Goutsmedt, Aurélien. 2021. “From the Stagflation to the Great Inflation: Explaining the US Economy of the 1970s.” Revue d’Economie Politique Forthcoming. https://aurelien-goutsmedt.com/media/pdf/stagflation-great-inflation.pdf.

Sen, Subir K., and Shymal K. Gan. 1983. “A Mathematical Extension of the Idea of Bibliographic Coupling and Its Applications.” Annals of Library Science and Documentation 30 (2). http://nopr.niscair.res.in/bitstream/123456789/28008/1/ALIS%2030(2)%2078-82.pdf.

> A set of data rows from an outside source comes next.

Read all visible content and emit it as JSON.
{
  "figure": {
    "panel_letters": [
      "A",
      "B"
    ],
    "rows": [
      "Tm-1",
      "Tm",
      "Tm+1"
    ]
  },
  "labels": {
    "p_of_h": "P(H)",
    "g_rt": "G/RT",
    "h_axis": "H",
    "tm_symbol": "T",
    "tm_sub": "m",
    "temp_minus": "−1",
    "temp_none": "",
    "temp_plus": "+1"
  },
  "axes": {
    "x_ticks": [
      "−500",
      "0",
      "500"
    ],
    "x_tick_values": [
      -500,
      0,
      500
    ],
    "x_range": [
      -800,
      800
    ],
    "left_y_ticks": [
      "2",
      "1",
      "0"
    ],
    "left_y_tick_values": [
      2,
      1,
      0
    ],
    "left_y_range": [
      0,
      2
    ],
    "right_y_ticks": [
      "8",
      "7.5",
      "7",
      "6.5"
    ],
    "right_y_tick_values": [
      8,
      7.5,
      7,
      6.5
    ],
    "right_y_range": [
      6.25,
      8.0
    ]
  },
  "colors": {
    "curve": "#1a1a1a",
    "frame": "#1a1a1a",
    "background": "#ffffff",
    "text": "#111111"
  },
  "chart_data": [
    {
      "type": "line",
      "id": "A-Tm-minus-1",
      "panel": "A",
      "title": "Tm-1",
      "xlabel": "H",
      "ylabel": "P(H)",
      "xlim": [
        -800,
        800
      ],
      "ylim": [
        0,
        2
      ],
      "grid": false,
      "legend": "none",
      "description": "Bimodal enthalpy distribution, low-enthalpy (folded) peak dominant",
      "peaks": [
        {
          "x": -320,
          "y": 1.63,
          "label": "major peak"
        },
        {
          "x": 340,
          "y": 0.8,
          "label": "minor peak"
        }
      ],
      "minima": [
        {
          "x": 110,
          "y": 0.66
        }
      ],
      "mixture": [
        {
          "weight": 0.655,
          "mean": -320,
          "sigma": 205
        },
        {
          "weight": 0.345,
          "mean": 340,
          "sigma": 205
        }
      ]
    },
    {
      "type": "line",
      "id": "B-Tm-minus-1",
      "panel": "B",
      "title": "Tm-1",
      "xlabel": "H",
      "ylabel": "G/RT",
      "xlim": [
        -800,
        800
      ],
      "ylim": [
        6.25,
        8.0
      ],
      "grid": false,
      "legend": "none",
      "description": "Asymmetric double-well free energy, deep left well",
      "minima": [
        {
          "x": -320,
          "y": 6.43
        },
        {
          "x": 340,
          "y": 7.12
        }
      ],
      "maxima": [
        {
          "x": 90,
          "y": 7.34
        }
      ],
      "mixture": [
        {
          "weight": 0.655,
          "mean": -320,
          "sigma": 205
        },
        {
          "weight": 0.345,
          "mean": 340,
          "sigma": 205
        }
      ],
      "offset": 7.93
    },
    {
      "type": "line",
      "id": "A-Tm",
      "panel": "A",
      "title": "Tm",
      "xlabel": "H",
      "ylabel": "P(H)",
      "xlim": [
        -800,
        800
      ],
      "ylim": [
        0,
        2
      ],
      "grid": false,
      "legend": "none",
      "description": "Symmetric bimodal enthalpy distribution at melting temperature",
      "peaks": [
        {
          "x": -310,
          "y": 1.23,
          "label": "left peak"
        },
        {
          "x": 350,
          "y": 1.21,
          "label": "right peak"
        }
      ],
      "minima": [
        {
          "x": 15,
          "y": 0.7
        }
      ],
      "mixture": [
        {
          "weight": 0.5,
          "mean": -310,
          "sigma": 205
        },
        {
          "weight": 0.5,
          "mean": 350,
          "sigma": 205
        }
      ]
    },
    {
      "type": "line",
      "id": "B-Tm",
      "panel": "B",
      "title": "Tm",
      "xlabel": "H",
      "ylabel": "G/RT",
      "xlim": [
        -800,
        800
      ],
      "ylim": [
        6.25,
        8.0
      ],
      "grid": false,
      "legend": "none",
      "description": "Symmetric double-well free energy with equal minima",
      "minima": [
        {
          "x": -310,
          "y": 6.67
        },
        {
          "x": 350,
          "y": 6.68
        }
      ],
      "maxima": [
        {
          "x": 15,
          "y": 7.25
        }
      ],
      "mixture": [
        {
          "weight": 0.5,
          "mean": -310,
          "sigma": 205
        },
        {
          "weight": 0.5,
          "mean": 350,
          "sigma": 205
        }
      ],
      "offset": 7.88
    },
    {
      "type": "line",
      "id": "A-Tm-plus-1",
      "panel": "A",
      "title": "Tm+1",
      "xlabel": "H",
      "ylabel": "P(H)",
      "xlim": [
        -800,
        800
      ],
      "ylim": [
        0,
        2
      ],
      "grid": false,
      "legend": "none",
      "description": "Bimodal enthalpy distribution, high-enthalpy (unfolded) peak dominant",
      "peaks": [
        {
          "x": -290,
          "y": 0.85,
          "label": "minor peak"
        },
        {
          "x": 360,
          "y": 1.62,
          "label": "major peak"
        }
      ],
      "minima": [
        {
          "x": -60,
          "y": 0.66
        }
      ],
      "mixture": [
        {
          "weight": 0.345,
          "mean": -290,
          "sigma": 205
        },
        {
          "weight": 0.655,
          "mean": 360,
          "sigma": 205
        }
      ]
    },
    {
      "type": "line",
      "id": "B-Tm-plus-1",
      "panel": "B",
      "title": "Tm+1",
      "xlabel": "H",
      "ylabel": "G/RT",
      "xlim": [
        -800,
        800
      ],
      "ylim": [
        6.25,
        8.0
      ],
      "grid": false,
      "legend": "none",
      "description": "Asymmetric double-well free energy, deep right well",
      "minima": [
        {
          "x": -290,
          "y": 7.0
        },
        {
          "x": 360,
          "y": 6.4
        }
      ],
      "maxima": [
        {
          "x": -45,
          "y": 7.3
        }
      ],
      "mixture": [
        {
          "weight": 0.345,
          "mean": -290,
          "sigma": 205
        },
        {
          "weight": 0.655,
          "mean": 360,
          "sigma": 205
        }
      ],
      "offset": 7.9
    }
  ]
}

  1. If you want to build a coupling network with entities larger than a document (meaning entities that have published several documents, and thus can cite a reference several times), we rather recommend the use of the coupling_entity() function. ↩︎

  2. The biblionetwork package contains bibliometric data built by Goutsmedt (2021). These data gather the academic articles and books, published between 1975 and 2013, that endeavoured to explain the United States stagflation of the 1970s. They also gather all the references cited by these articles and books on stagflation. The Nodes_stagflation.rda file contains information about the academic articles and books on stagflation (the staflation documents), as well as about the references cited at least by two of these stagflation documents. The Ref_stagflation.rda is a data frame of direct citations, with the identifiers of citing documents, and the identifiers of cited documents. The Authors_stagflation.rda is a data frame with the list of documents explaining the US stagflation, and all the authors of these documents (Nodes_stagflation.rda just takes the first author for each document). ↩︎

Aurélien Goutsmedt
Aurélien Goutsmedt
FNRS Post-Doctoral Researcher

My research interests include history of economics, economic expertise and bibliometrics.